Colorado Nursing Board splits with medical board on ‘abortion reversal,’ Winter injured in Denver bike accident | WHAT YOU NEED TO KNOW

Today is Sept. 21, 2023, and here’s what you need to know:
The Colorado Nursing Board disagreed with the state Medical Board on Wednesday, refusing to classify so-called “abortion reversal” treatment as unprofessional conduct.
The nursing board passed a rule declaring it will not treat abortion reversal as a “per se act subjecting a licensee to discipline” for providing the treatment, but will instead review individual complaints of abortion reversal treatment on a case-by-case basis.
This comes after, last month, the medical board unanimously classified a specific method of abortion reversal as unprofessional conduct: when a medical provider uses the hormone progesterone to try to stop a medication-based abortion after a patient has completed the first part of the two-step process. The medical board ruled that this treatment is outside of generally accepted standards of practice.
“The (nursing) board, historically, has pretty much treated everything case-by-case for review and discipline,” said Joe Franta, president of the nursing board, during Wednesday’s vote. “We don’t make general standards of care. We don’t create those. … I don’t think we have the basis to do that.”
State legislators passed a new law in April to classify abortion reversal treatment as unprofessional conduct, subjecting medical workers who provide the treatment to professional discipline. But the law allowed abortion reversal to be reclassified as professional conduct if the state medical, nursing and pharmacy boards all agree that it’s a valid medical practice.
Assistant Senate Majority Leader Faith Winter of Westminster is recovering in a Denver hospital after a bicycle accident Wednesday.
According to a post on X, the platform formerly known as Twitter, Winter was riding her bicycle to the state Capitol when she tried to avoid being hit by a large truck and hit a curb.
While she was wearing a helmet, she sustained a head injury and was taken to the University of Colorado Hospital, where she underwent surgery to relieve pressure on her brain.
She is now resting and recovering, according to the post.
Denver’s educations officials are weighing joining a national class action lawsuit against social media companies, claiming their platforms have hurt students’ mental health and caused adverse effects on schools.
The Denver Public Schools board is set to consider a contract for legal services with attorneys involved in the lawsuit – among them Beasley, Allen, Crow, Methvin, Portis & Miles P.C. – at its Thursday meeting.
Joseph VanZandt – a Montgomery, Alabama attorney with Beasley Allen – did not return a phone call and email seeking comment Wednesday.
“I believe what our board is looking at is joining the lawsuit,” said Bill Good, a district spokesperson.
Thursday’s meeting will include a presentation on the national litigation.

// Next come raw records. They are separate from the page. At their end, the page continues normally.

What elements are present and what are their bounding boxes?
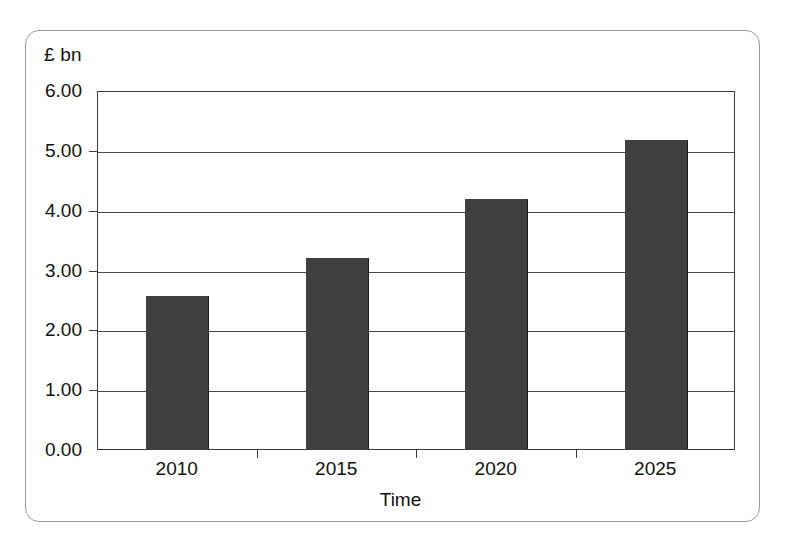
y-axis-tick-label: 2.00 — [45, 319, 82, 341]
y-axis-tick-label: 4.00 — [45, 200, 82, 222]
x-axis-title-text: Time — [380, 489, 422, 510]
x-axis-tick-label: 2015 — [315, 458, 357, 480]
x-axis-tick-mark — [257, 450, 258, 458]
plot-area — [97, 91, 735, 450]
x-axis-tick-label: 2010 — [156, 458, 198, 480]
y-axis-tick-label: 5.00 — [45, 140, 82, 162]
bar — [146, 296, 209, 449]
y-axis-tick-label: 6.00 — [45, 80, 82, 102]
y-axis-tick-label: 1.00 — [45, 379, 82, 401]
x-axis-tick-label: 2025 — [634, 458, 676, 480]
y-axis-tick-mark — [89, 390, 97, 391]
bar — [625, 140, 688, 449]
bar-series — [98, 92, 734, 449]
y-axis-tick-label: 3.00 — [45, 260, 82, 282]
x-axis-tick-mark — [576, 450, 577, 458]
y-axis-unit-label: £ bn — [44, 44, 82, 66]
y-axis-tick-mark — [89, 330, 97, 331]
chart-figure: £ bn 6.005.004.003.002.001.000.00 201020… — [0, 0, 785, 550]
x-axis-tick-label: 2020 — [475, 458, 517, 480]
x-axis-title: Time — [0, 489, 785, 511]
y-axis-tick-label: 0.00 — [45, 439, 82, 461]
x-axis-tick-mark — [416, 450, 417, 458]
y-axis-tick-mark — [89, 151, 97, 152]
y-axis-tick-mark — [89, 211, 97, 212]
bar — [306, 258, 369, 449]
bar — [465, 199, 528, 449]
y-axis-tick-mark — [89, 271, 97, 272]
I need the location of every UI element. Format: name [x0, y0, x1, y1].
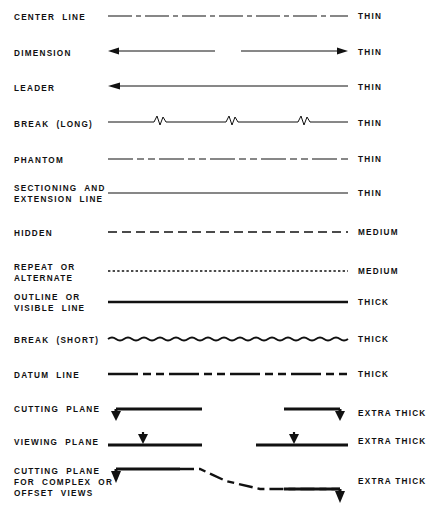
line-type-label-line3: OFFSET VIEWS [14, 488, 93, 499]
line-sample-outline-visible [108, 294, 348, 310]
line-weight-label: MEDIUM [358, 267, 399, 276]
line-sample-cutting-plane [108, 401, 348, 425]
line-type-label: SECTIONING AND [14, 183, 106, 194]
line-type-label: BREAK (SHORT) [14, 335, 99, 346]
line-weight-label: EXTRA THICK [358, 437, 426, 446]
line-type-label: PHANTOM [14, 155, 64, 166]
line-type-label: REPEAT OR [14, 262, 75, 273]
line-type-label: OUTLINE OR [14, 292, 81, 303]
line-type-label: LEADER [14, 83, 55, 94]
line-sample-dimension [108, 43, 348, 59]
line-type-label-line2: VISIBLE LINE [14, 303, 85, 314]
line-type-label: CUTTING PLANE [14, 466, 100, 477]
line-weight-label: THIN [358, 12, 382, 21]
line-type-label: CUTTING PLANE [14, 404, 100, 415]
line-sample-break-long [108, 111, 348, 131]
line-sample-leader [108, 78, 348, 94]
line-sample-hidden [108, 224, 348, 240]
line-weight-label: THIN [358, 83, 382, 92]
line-type-label-line2: ALTERNATE [14, 273, 73, 284]
line-sample-viewing-plane [108, 428, 348, 452]
line-weight-label: THIN [358, 155, 382, 164]
line-weight-label: EXTRA THICK [358, 477, 426, 486]
line-sample-phantom [108, 151, 348, 167]
line-sample-offset-cutting-plane [108, 463, 348, 509]
line-sample-repeat-alternate [108, 263, 348, 279]
line-type-label-line2: EXTENSION LINE [14, 194, 103, 205]
line-type-label: DATUM LINE [14, 370, 80, 381]
line-weight-label: THICK [358, 298, 389, 307]
line-weight-label: MEDIUM [358, 228, 399, 237]
line-type-label: DIMENSION [14, 48, 72, 59]
line-weight-label: THIN [358, 119, 382, 128]
line-type-label: CENTER LINE [14, 12, 86, 23]
line-sample-sectioning-extension [108, 185, 348, 201]
line-weight-label: THIN [358, 48, 382, 57]
line-sample-break-short [108, 330, 348, 348]
line-sample-center-line [108, 8, 348, 24]
line-weight-label: EXTRA THICK [358, 409, 426, 418]
line-type-label: BREAK (LONG) [14, 119, 93, 130]
line-type-label-line2: FOR COMPLEX OR [14, 477, 113, 488]
line-weight-label: THIN [358, 189, 382, 198]
line-conventions-chart: CENTER LINE THIN DIMENSION THIN LEADER [0, 0, 447, 517]
line-sample-datum-line [108, 366, 348, 382]
line-weight-label: THICK [358, 335, 389, 344]
line-weight-label: THICK [358, 370, 389, 379]
line-type-label: HIDDEN [14, 228, 53, 239]
line-type-label: VIEWING PLANE [14, 437, 99, 448]
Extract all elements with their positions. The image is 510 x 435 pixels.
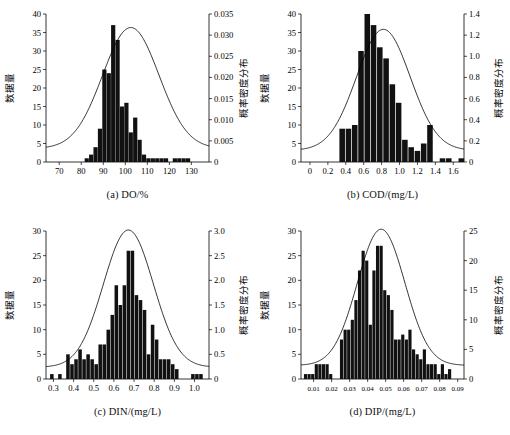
- svg-text:2.0: 2.0: [214, 275, 225, 285]
- svg-text:0.5: 0.5: [88, 383, 99, 393]
- svg-text:0.7: 0.7: [129, 383, 140, 393]
- svg-text:20: 20: [287, 83, 296, 93]
- svg-text:15: 15: [469, 285, 478, 295]
- svg-text:1.0: 1.0: [189, 383, 200, 393]
- figure-histograms-with-density-curves: 708090100110120130051015202530354000.005…: [0, 0, 510, 435]
- svg-text:10: 10: [287, 325, 296, 335]
- svg-text:35: 35: [287, 28, 296, 38]
- svg-text:1.5: 1.5: [214, 300, 225, 310]
- y-axis-label-right: 概率密度分布: [493, 58, 504, 118]
- svg-text:15: 15: [32, 102, 41, 112]
- svg-text:2.5: 2.5: [214, 251, 225, 261]
- svg-text:0.07: 0.07: [416, 385, 429, 393]
- chart-panel-do: 708090100110120130051015202530354000.005…: [0, 0, 255, 217]
- svg-text:90: 90: [99, 166, 108, 176]
- svg-text:0.6: 0.6: [109, 383, 120, 393]
- svg-text:1.2: 1.2: [412, 166, 423, 176]
- svg-text:1.0: 1.0: [214, 325, 225, 335]
- svg-text:0.6: 0.6: [358, 166, 369, 176]
- panel-a-plot: 708090100110120130051015202530354000.005…: [0, 0, 255, 190]
- svg-text:0.09: 0.09: [452, 385, 465, 393]
- svg-text:0: 0: [292, 374, 296, 384]
- svg-text:20: 20: [32, 83, 41, 93]
- panel-b-plot: 00.20.40.60.81.01.21.41.6051015202530354…: [255, 0, 510, 190]
- svg-text:1.0: 1.0: [394, 166, 405, 176]
- svg-text:1.4: 1.4: [430, 166, 441, 176]
- svg-text:0.01: 0.01: [307, 385, 320, 393]
- svg-text:0.5: 0.5: [214, 349, 225, 359]
- svg-text:25: 25: [287, 251, 296, 261]
- svg-text:0.005: 0.005: [214, 136, 233, 146]
- y-axis-label-right: 概率密度分布: [493, 275, 504, 335]
- svg-text:5: 5: [292, 139, 296, 149]
- svg-text:120: 120: [163, 166, 176, 176]
- svg-text:1.2: 1.2: [469, 30, 480, 40]
- svg-text:0.4: 0.4: [68, 383, 79, 393]
- panel-c-plot: 0.30.40.50.60.70.80.91.005101520253000.5…: [0, 217, 255, 407]
- svg-text:40: 40: [287, 9, 296, 19]
- svg-text:0.06: 0.06: [398, 385, 411, 393]
- svg-text:0.4: 0.4: [469, 115, 480, 125]
- y-axis-label-right: 概率密度分布: [238, 58, 249, 118]
- y-axis-label-right: 概率密度分布: [238, 275, 249, 335]
- svg-text:0.030: 0.030: [214, 30, 233, 40]
- svg-text:20: 20: [469, 256, 478, 266]
- svg-text:10: 10: [287, 120, 296, 130]
- svg-text:25: 25: [32, 65, 41, 75]
- svg-text:15: 15: [32, 300, 41, 310]
- svg-text:0.020: 0.020: [214, 72, 233, 82]
- svg-text:130: 130: [185, 166, 198, 176]
- panel-b-caption: (b) COD/(mg/L): [255, 189, 510, 200]
- svg-text:0: 0: [37, 374, 41, 384]
- svg-text:0.03: 0.03: [344, 385, 357, 393]
- panel-d-plot: 0.010.020.030.040.050.060.070.080.090510…: [255, 217, 510, 407]
- svg-text:100: 100: [119, 166, 132, 176]
- y-axis-label-left: 数据量: [259, 73, 270, 103]
- y-axis-label-left: 数据量: [259, 290, 270, 320]
- svg-text:1.4: 1.4: [469, 9, 480, 19]
- svg-text:1.6: 1.6: [448, 166, 459, 176]
- svg-text:30: 30: [287, 46, 296, 56]
- svg-text:30: 30: [32, 46, 41, 56]
- panel-c-caption: (c) DIN/(mg/L): [0, 406, 255, 417]
- svg-text:5: 5: [37, 349, 41, 359]
- svg-text:70: 70: [55, 166, 64, 176]
- svg-text:30: 30: [32, 226, 41, 236]
- chart-panel-cod: 00.20.40.60.81.01.21.41.6051015202530354…: [255, 0, 510, 217]
- svg-text:10: 10: [32, 120, 41, 130]
- svg-text:30: 30: [287, 226, 296, 236]
- svg-text:0: 0: [469, 374, 473, 384]
- svg-text:3.0: 3.0: [214, 226, 225, 236]
- svg-text:40: 40: [32, 9, 41, 19]
- svg-text:10: 10: [32, 325, 41, 335]
- svg-text:0.4: 0.4: [340, 166, 351, 176]
- svg-text:0.025: 0.025: [214, 51, 233, 61]
- svg-text:0.015: 0.015: [214, 94, 233, 104]
- svg-text:0.04: 0.04: [362, 385, 375, 393]
- svg-text:20: 20: [32, 275, 41, 285]
- svg-text:0.8: 0.8: [376, 166, 387, 176]
- svg-text:15: 15: [287, 300, 296, 310]
- panel-a-caption: (a) DO/%: [0, 189, 255, 200]
- svg-text:0.2: 0.2: [322, 166, 333, 176]
- svg-text:110: 110: [141, 166, 154, 176]
- svg-text:0: 0: [214, 157, 218, 167]
- svg-text:0.02: 0.02: [325, 385, 338, 393]
- svg-text:0: 0: [308, 166, 312, 176]
- svg-text:0.2: 0.2: [469, 136, 480, 146]
- svg-text:1.0: 1.0: [469, 51, 480, 61]
- svg-text:25: 25: [469, 226, 478, 236]
- svg-text:0: 0: [37, 157, 41, 167]
- svg-text:0.6: 0.6: [469, 94, 480, 104]
- svg-text:0.035: 0.035: [214, 9, 233, 19]
- svg-text:10: 10: [469, 315, 478, 325]
- chart-panel-din: 0.30.40.50.60.70.80.91.005101520253000.5…: [0, 217, 255, 434]
- svg-text:5: 5: [37, 139, 41, 149]
- svg-text:35: 35: [32, 28, 41, 38]
- svg-text:0: 0: [469, 157, 473, 167]
- svg-text:0: 0: [214, 374, 218, 384]
- svg-text:5: 5: [292, 349, 296, 359]
- svg-text:25: 25: [287, 65, 296, 75]
- panel-d-caption: (d) DIP/(mg/L): [255, 406, 510, 417]
- svg-text:0.9: 0.9: [169, 383, 180, 393]
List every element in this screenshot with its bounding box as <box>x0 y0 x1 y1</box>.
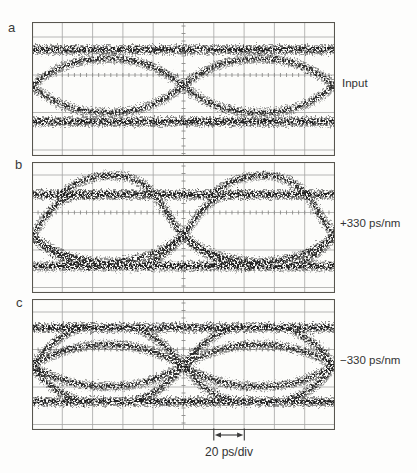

The quarterly revenue forecast released by state economists Wednesday shows Colorado lawmakers may have more breathing room than expected for the 2024-25 budget year, despite a projected decline in tax collections.
Additional general fund revenues available to spend in 2024-25 are estimated at $1.195 billion, about $23 million more than anticipated expenses, the report said. That’s an improvement over the June forecast, Chief Economist Greg Sobetski of the Legislative Council staff told lawmakers, which projected a slight deficit heading into 2024-25.
General fund revenues, which are the state’s most flexible form of revenue and used to pay operating expenses, are expected to head downward in the next year, economists reported.
Revenues came in stronger at the end of the current budget year, revised upward from June by $306 million. But the situation could take a 180-degree turn the nest year, with revenues projected to drop by $304 million in 2023-24, and by $82 million the following year.
A 96-year-old U.S. federal appeals court judge was barred Wednesday from hearing cases for a year after a panel said she refused to undergo medical testing amid concerns that she is no longer mentally fit to serve on the bench.
It’s the latest development in an unusually public and bitter fight over whether Judge Pauline Newman should continue to serve on the Washington-based U.S. Court of Appeals for the Federal Circuit that has sparked a lawsuit and turned judges against one another.
Newman, a President Ronald Reagan appointee who has been on the court for nearly four decades, insists that she remains physically and mentally fit to decide matters of the law, and has accused her colleagues of making baseless claims in an effort to push her out because of her age.
The U.S. Court of Appeals for the Federal Circuit is one of 13 U.S. appellate courts. It hears cases on issues like government contracts, patents and trademarks. Federal judges chosen by presidents and confirmed by the U.S. Senate are appointed for life, and there’s no mandatory retirement age.